A characteristic feature of Lithuanian Guide camps is the arrangement of patterned borders along the paths.

These are strips of gleaming white sand with designs made with pine cones and coloured patterns of black charcoal, red, and pounded brick and green pine tips.
Soon the Woodside Guides will have Guide scarves, which South Australian Guides are helping to buy for them. On Christmas Eve, the Adelaide Guides are planning a party for them which will make their first Christmas in Australia one they will remember.

Miss Elise Wollaston is in charge of the Woodside company. She sometimes covers the nine miles from her home at Bridgewater by bicycle.
Not only are these young new Australians enjoying all the fun of guiding, but they are learning that, when they go to their new homes, there will be Australian Guide companies waiting to greet them as friends and fellow Australians. — Helen Caterer.

Mail, Saturday 17 December 1949 p. 17

Tuesday, 3 July 2012

First Lithuanian scout camp in SA





































From 27 December 1954 through to the new year, Lithuanian scouts and guides gathered for their first camp in the State. On the morning of December 27th about 25 scouts and 23 guides boarded a specially hired bus from St Joseph’s church in the city to make their journey to the camp site at Lobethal in the Adelaide hills.  Thirteen tents were erected, with a wooden cross in between.  A kitchen, a dug in table that was decorated with a tower and cross with “rupintojelis’ in the middle.  Across the small creek the scouts build some steps to a site where the fire was built. 
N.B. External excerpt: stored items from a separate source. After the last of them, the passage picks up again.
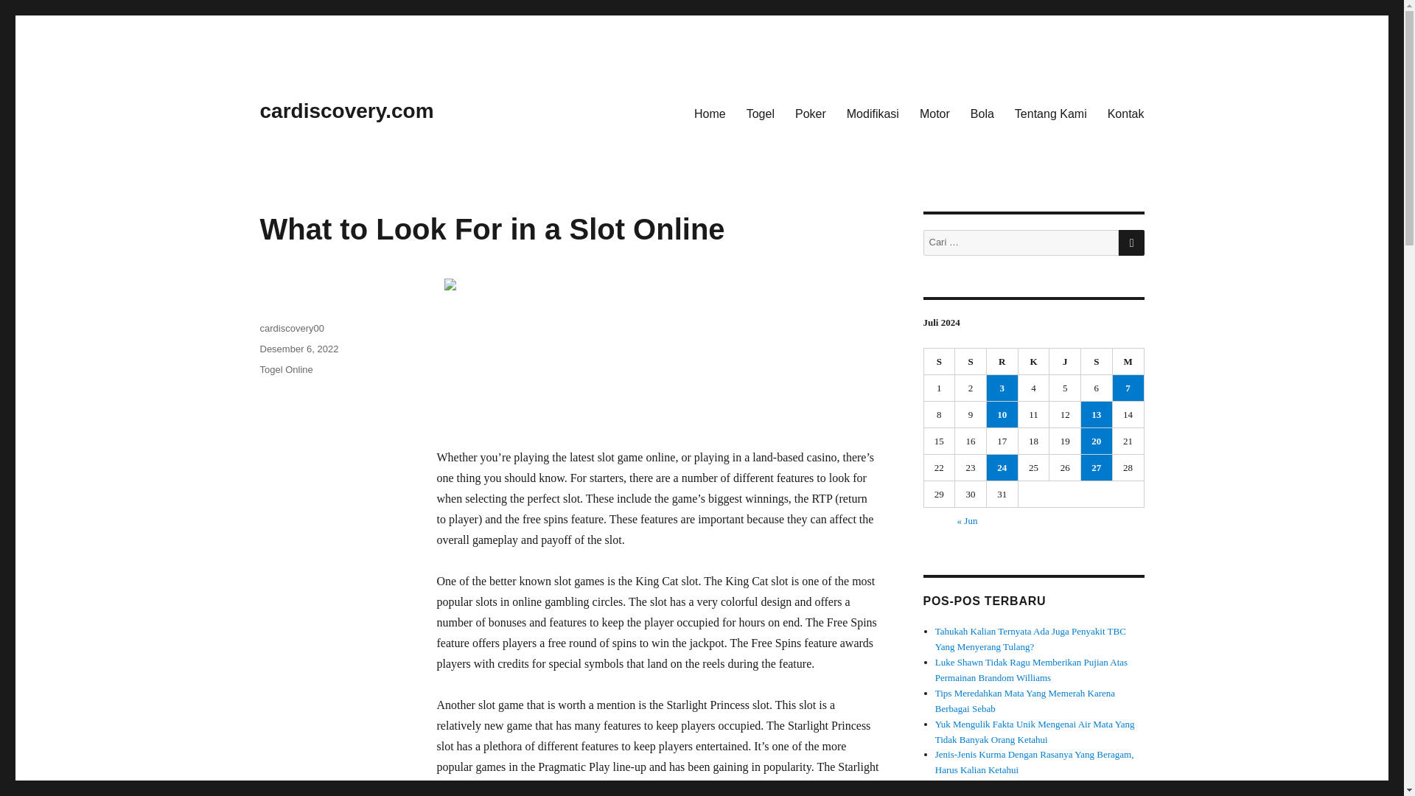  I want to click on Senin, so click(940, 361).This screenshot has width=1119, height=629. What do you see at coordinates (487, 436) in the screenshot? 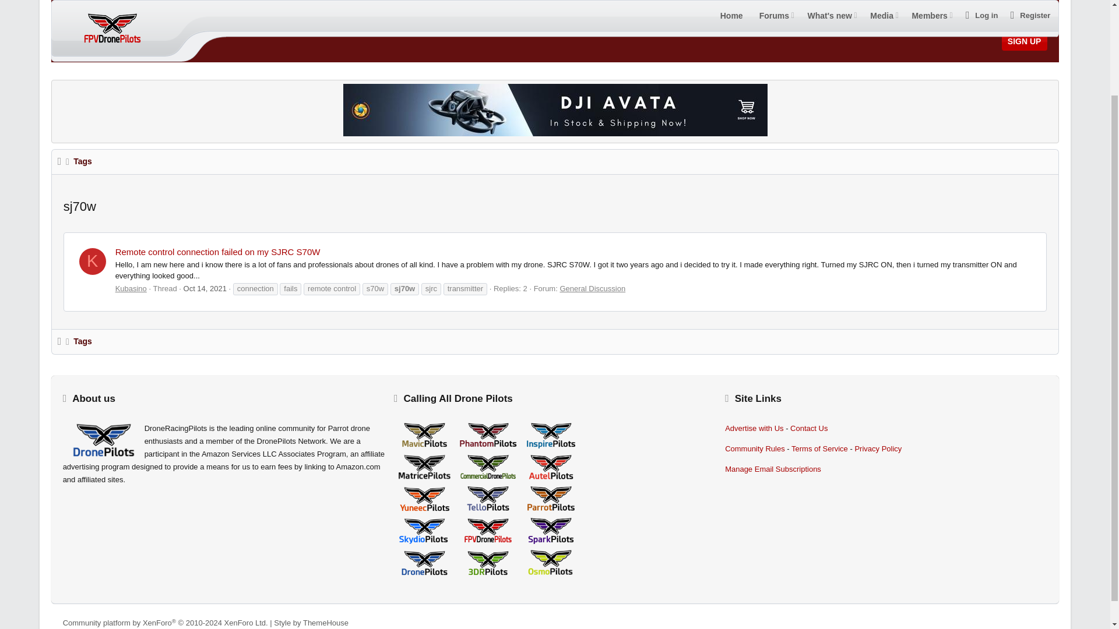
I see `DJI Phantom Pilots Logo` at bounding box center [487, 436].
Early the next morning the scouts arose for exercise which was followed by a quick tidy of their uniforms and tents before inspection.  Following this all marched to the cross for the flag raising where the scout prayer was said and the Lithuanian and Australian anthem sung.   After a hearty breakfast the days activities began. Sport, scout games, and camp improvements . After lunch followed some free time, then more activities.  As evening settled in the flag was lowered, a prayer said and the hymn ‘Marija Marija’ sung.  Once dark a fire was lit where campers would sing, perform skits or other performances.  The evening ended at 10:00pm and, only those on night duty were allowed to wander. 


Special guest, Mr E.W Dearman, the Country Fire Service area commander came to speak to the scouts.  He spoke of bush fires, how they occur, and how to avoid them. He lent the camp several fire extinguishers which was kept  outside the kitchen or by the campfire, or sometime used by the scouts for water fights.   Other speakers included P. Jasevičius spoke of the phenomena of folk meteorology.  Mrs Pacevičius spoke to the girls on hygiene and Stasiškienė taught the girls weaving, while some of the boys tried their hand at shooting a small calibre gun.




The camp was visited by distinguished ‘aunts and uncles”.  One evening Pulgis Andriušis visited and demonstrated how he could light a fire with one match.  He then spoke of his childhood.  Pakalnis sang  a moving ballad about the devil who tried unsuccessfully to build a bridge across the river Nemunas. Australian scouts leaders also paid visits, Mrs Trimble, Miss M Sullivan (SA District Commissioner) and Miss May Douglas (State Commissioner) and Mr W.R Thompson (Adelaide Commissioner).
Miss Douglas wrote a message to the scouts;


It is a great pleasure to see a such a good camp, particularly in conditions which are new to you all.  Congratulations on it all, good layout and most of all the evidence of real Scouting and Guiding spirit.


On another day the campers marched into Lobethal where they viewed the country town, then set about tidying up the war memorial and even sang a few songs to the hospital patients.